Q: As best I can tell, and as best I can tell from others -- and you know conceptually -- is this a breakthrough that you see as significant? Does it lead you down the path or the opportunity of doing this quicker and with more precision over less time?

Rumsfeld: I’ve fashioned a couple of things. One was this, which is a listing of the briefings that I asked Tom to prepare or that he recommended that he prepare or that someone suggested to me be prepared.

Q: Right.

Rumsfeld: And then the question was well, who would do that briefing? And then who would get it? And in this case it could be the Secretary of Defense gets the briefing. It could be that the Deputy’s Committee or the Principal’s Committee or the NSC or POTUS without the NSC separately. And that tended to be all the things relating to targeting that were in the last category or operations that were sensitive.

Q: When was that developed Sir?

Rumsfeld [to staff]: I don’t know how many versions I had of this, but there were a lot of versions.

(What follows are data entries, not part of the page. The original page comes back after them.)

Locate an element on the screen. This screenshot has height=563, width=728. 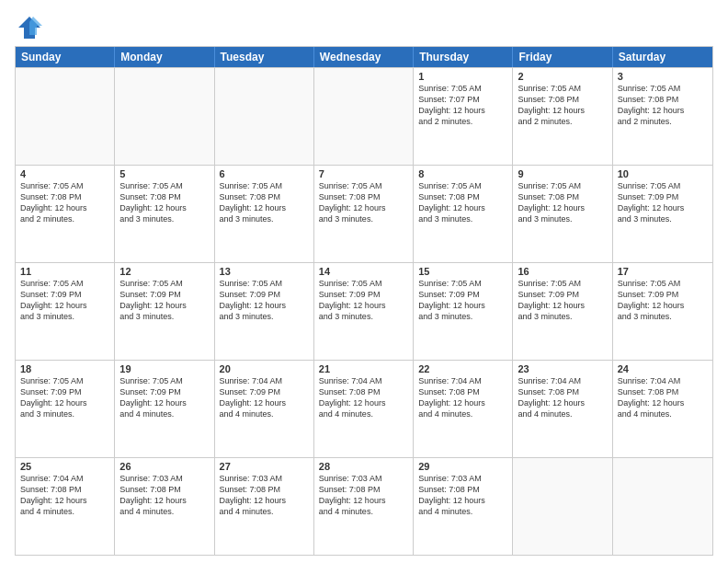
day-number: 10 is located at coordinates (663, 174).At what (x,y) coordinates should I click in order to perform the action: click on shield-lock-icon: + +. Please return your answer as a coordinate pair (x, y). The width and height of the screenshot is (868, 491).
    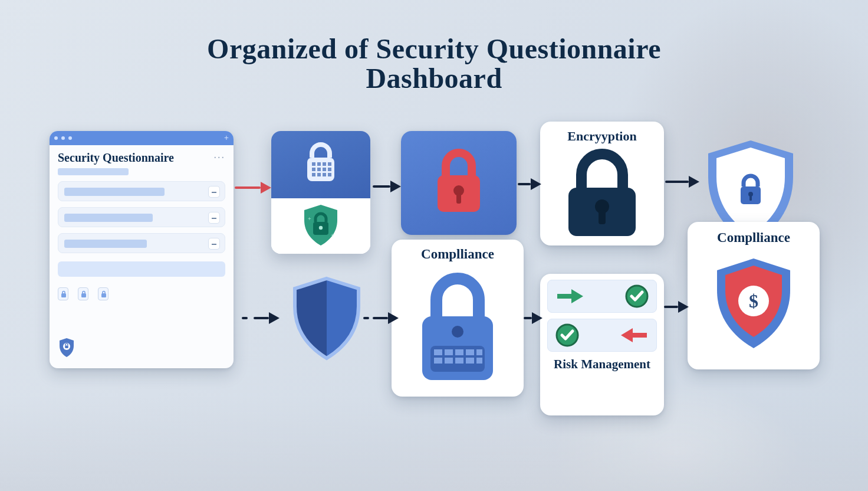
    Looking at the image, I should click on (321, 226).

Craddock: We started tracking this in August of ‘02.

Rumsfeld: August of ’02. And I kept saying to myself, what do I owe the President? How do I fashion the process in a way that he is fully briefed on every piece of this that he needs to be? That he has enough time with Tom and me. That he develops confidence that the things that he ought to be interested in and about have, in fact, been explored by us. How do we fashion the process so that the things that the National Security Council needs to be engaged in -- and the interagency? How do we shove things to the Deputy’s Committee or the Principal’s Committee without the President that need their thought and interaction? And then beyond that, what do I need, which is a lot more than any of those, so that I feel conviction and confidence.

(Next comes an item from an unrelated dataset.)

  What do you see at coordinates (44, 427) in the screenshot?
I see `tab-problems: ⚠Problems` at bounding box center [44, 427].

Q: Could you go through that because that’s incredibly important -- because it’s clear from the reporting that there were all kinds of briefings and summaries and re-briefings?

Rumsfeld: The topics run the gamut, but you don’t have any years on here interestingly. What year would that be?

Craddock: That would be ‘02.

Rumsfeld: That would be ’02.

Craddock: Yes, Sir, 2002.

Rumsfeld: Well, they started before then.

Q: Okay. This is what?

Rumsfeld: This is a timeline that – the President was in the process of negotiating with the UN and sending signals to Saddam Hussein the things he ought to stop doing and he ought to cooperate with the UN, and toward the end that he ought to leave, the ultimatum period. And I kept – my task was to have to link all of the complex things that were going on in the world and that would affect the President’s timing in the event he decided to go. And what needed to be done prior to that and how long would things take not knowing if he wanted to go to – if he would ultimately feel he had to go to war, I had to be prepared and be able to tell him so his body language and his words fit the circumstance of what was going on. And so we had -- this one, for example, is from January 29th.

Q: Of ‘03.

Rumsfeld: Of ’03. But they go back before and they come closer to the very end. They get shorter and shorter toward the end, but this one had that there was a Prime Minister of Italy visit to D.C., there was a Prime Minister of the UK visit to D.C. on the 31st, the UN is getting organized, Germany assumes the Presidency, European Summit of Foreign Ministers, Sec State presents the case to the UN Security Council.